#### Exercise instructions
Could you restate word for word only the lines below from the one holding "This screenshot has height=420, width=507." to the one holding "The height and width of the screenshot is (327, 868).", inclusive, and leave out the pictures?

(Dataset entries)
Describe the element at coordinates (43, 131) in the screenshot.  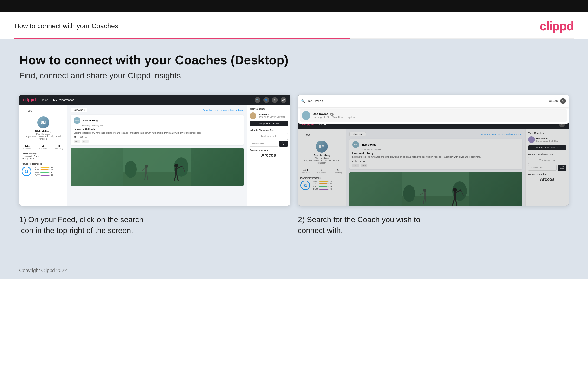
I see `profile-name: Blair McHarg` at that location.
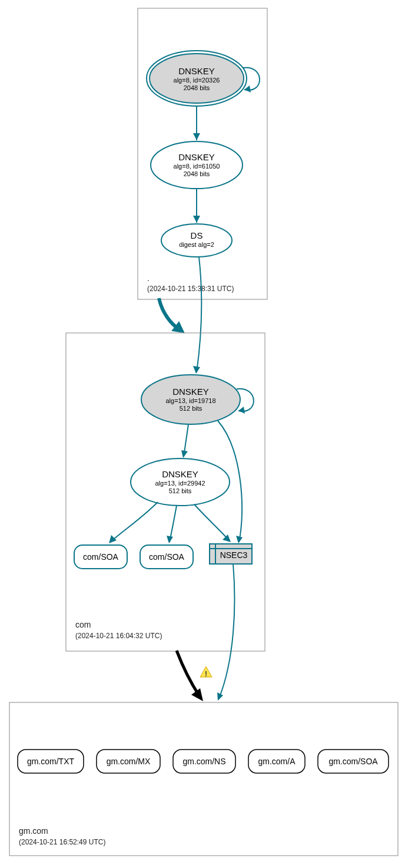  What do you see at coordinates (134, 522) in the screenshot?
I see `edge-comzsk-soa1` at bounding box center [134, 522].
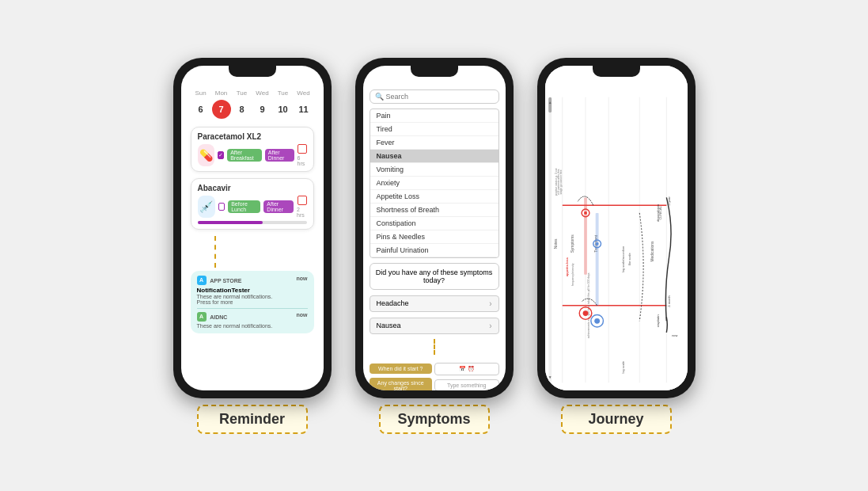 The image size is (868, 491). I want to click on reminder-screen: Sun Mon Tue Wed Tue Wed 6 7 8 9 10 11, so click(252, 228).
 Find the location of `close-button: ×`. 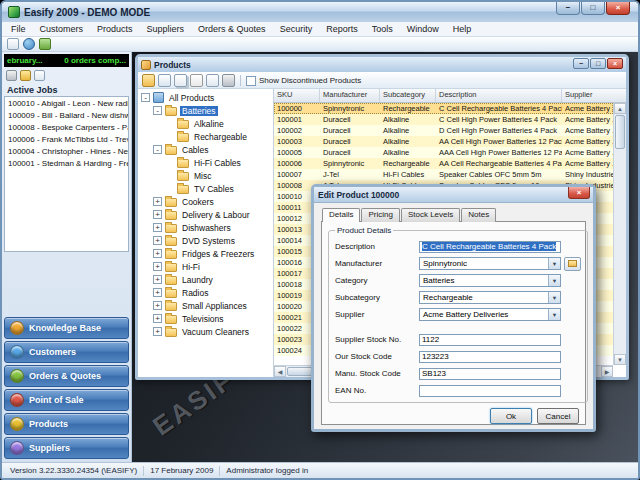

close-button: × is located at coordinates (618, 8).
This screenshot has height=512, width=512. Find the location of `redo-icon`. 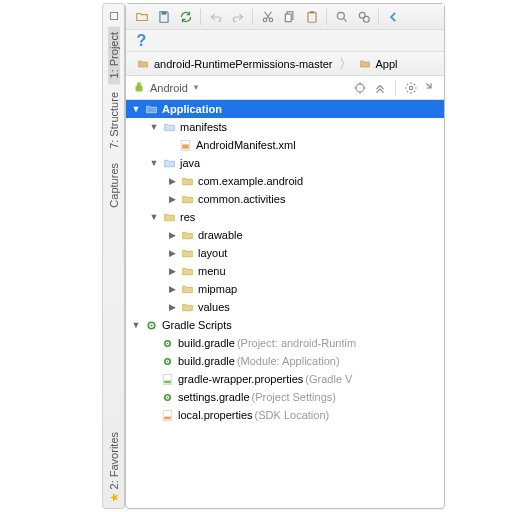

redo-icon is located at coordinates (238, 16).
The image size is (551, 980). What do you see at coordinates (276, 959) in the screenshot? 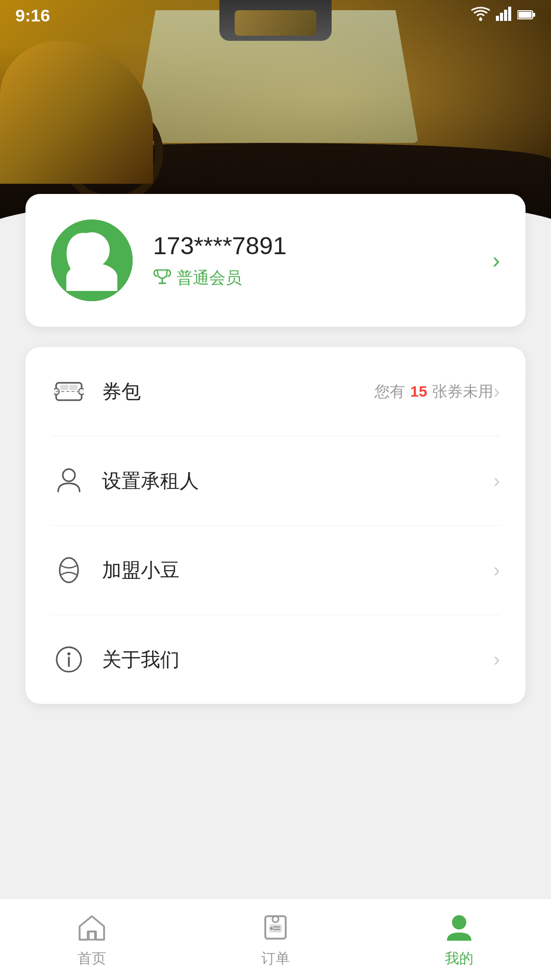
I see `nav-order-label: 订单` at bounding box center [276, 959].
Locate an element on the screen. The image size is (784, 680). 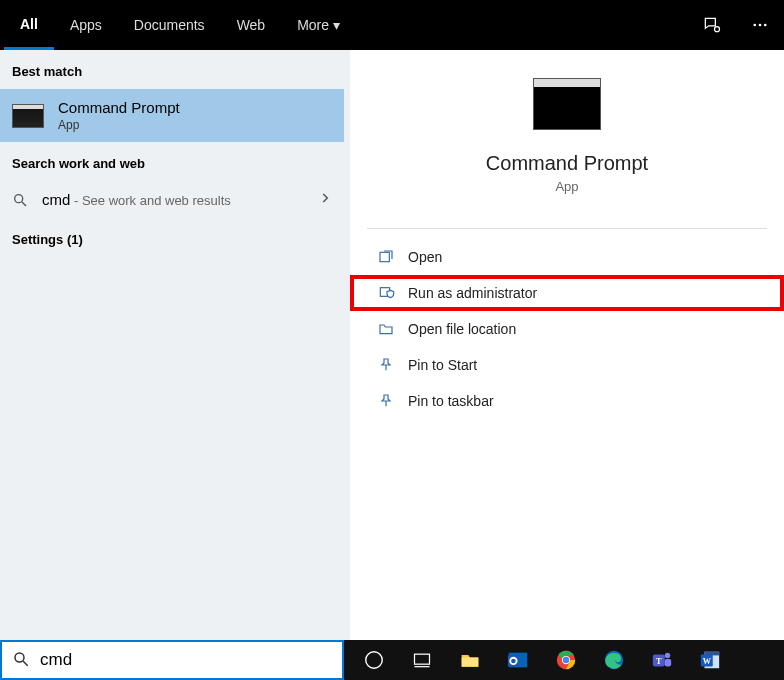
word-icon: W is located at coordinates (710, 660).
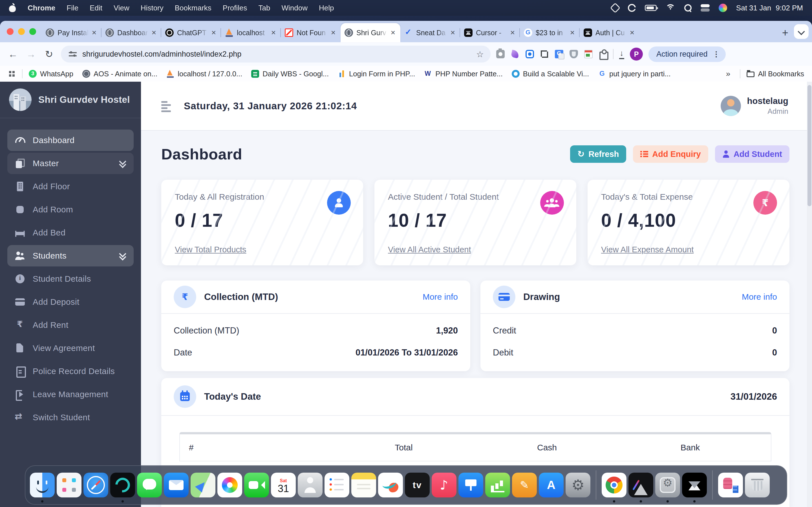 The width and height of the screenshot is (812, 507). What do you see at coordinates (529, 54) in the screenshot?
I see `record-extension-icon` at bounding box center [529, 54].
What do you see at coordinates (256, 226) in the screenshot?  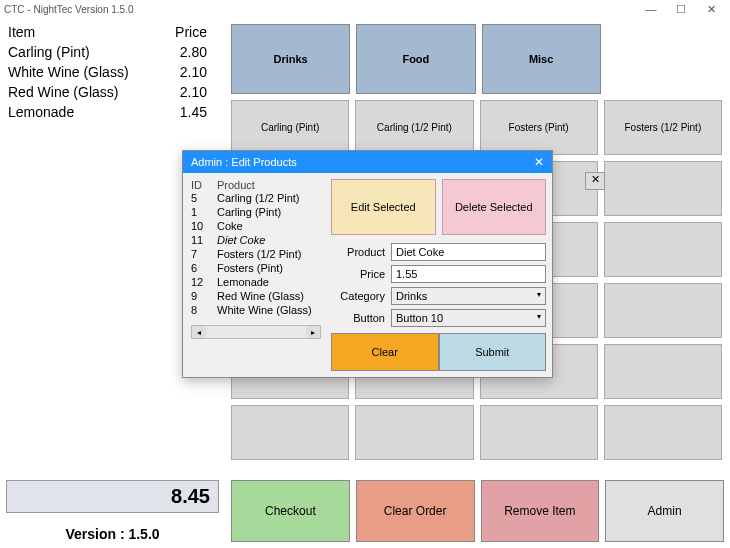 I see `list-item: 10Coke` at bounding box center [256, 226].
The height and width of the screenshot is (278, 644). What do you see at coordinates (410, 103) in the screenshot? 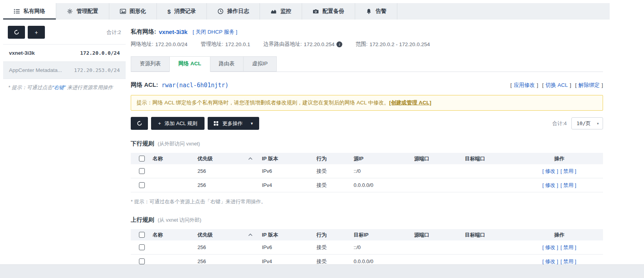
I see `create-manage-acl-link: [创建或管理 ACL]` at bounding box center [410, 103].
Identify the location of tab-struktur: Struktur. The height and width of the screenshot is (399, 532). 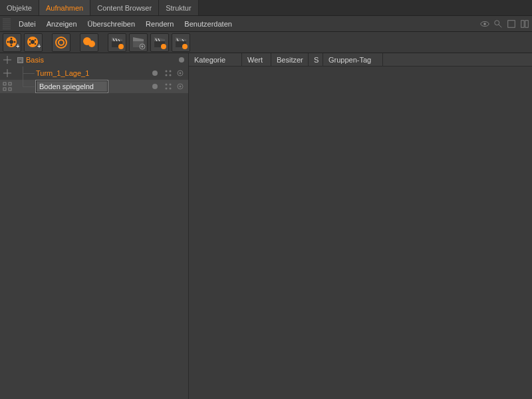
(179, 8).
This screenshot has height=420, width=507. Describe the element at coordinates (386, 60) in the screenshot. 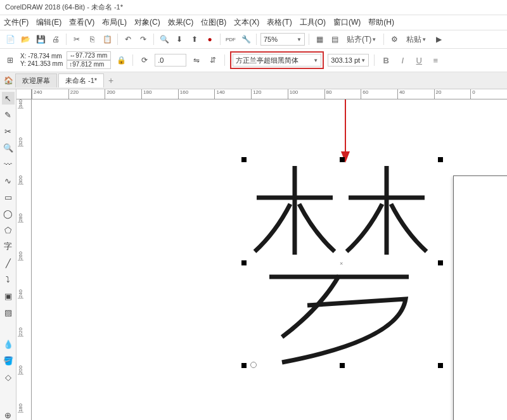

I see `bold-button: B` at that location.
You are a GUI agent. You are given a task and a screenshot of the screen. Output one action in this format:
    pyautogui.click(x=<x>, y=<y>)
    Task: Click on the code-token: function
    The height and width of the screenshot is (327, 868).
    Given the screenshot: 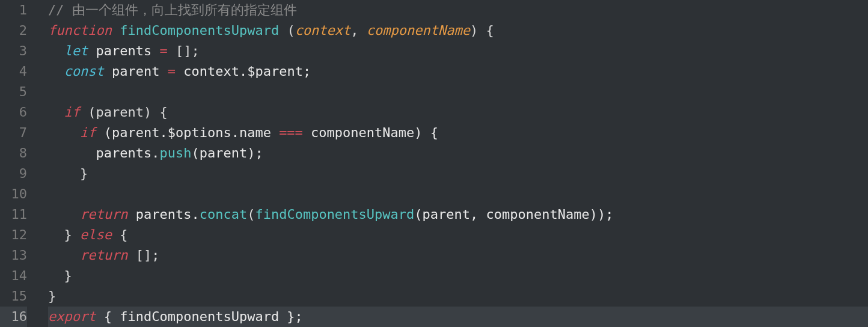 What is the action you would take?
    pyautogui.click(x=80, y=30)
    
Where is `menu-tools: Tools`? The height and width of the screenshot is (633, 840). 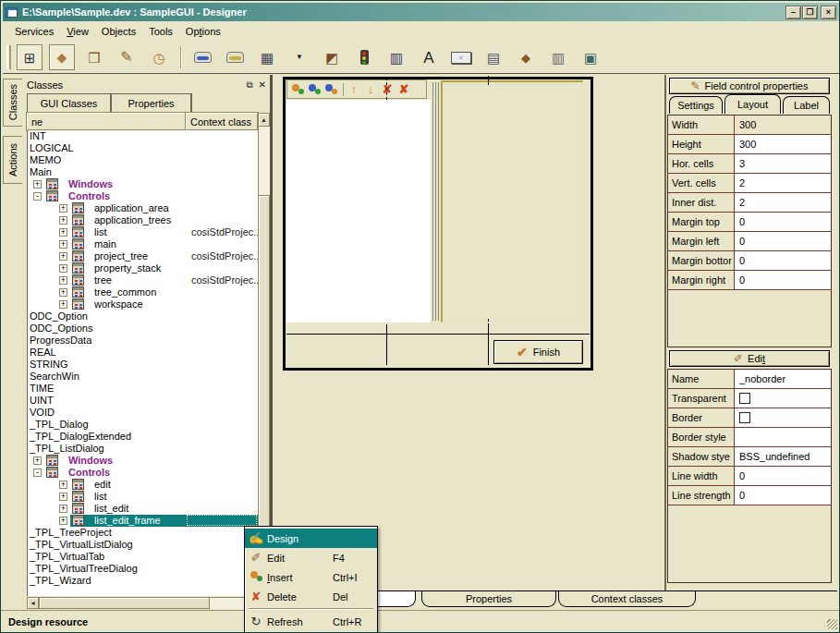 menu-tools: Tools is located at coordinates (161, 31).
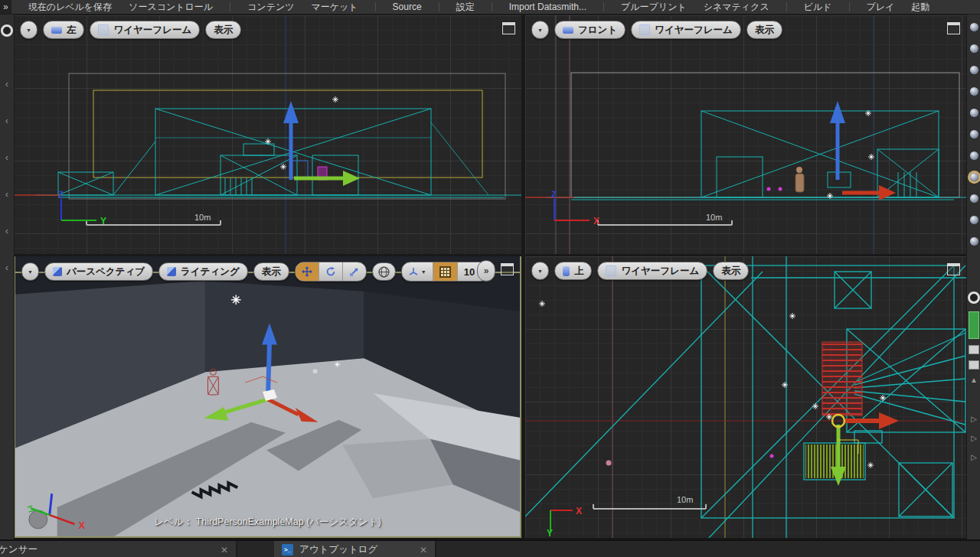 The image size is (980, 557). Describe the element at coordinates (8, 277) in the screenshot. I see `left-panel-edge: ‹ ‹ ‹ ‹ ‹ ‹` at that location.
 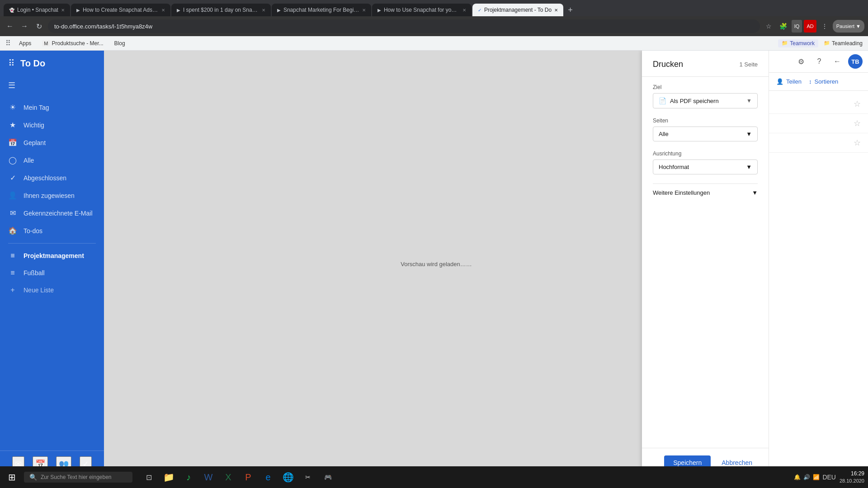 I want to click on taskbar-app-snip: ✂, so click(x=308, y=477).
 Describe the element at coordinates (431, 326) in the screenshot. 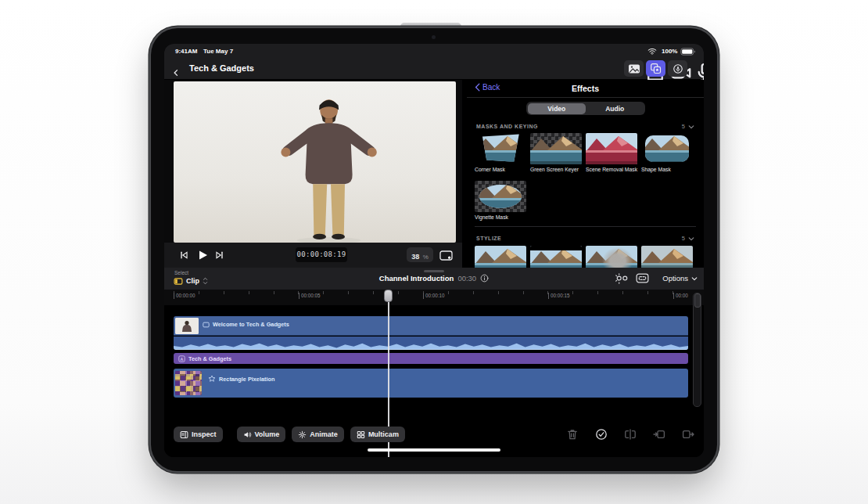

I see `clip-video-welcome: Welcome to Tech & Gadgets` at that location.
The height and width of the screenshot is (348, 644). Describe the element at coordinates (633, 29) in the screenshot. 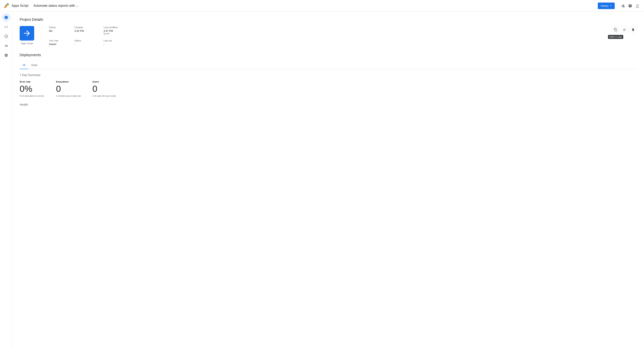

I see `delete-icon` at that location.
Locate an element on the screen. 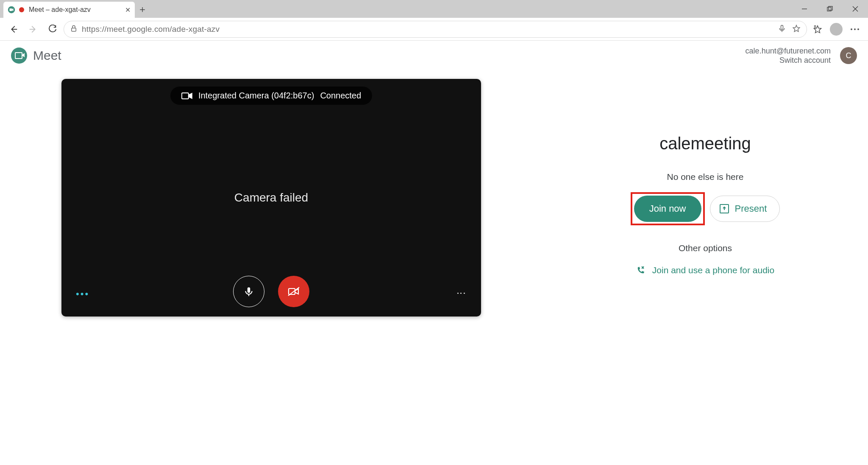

#### Response area
This screenshot has height=420, width=507. Describe the element at coordinates (386, 60) in the screenshot. 

I see `bold-button: B` at that location.
You are a GUI agent. You are given a task and a screenshot of the screen. Output one action in this format:
    pyautogui.click(x=<x>, y=<y>)
    Task: Click on the code-token: function
    The height and width of the screenshot is (327, 868).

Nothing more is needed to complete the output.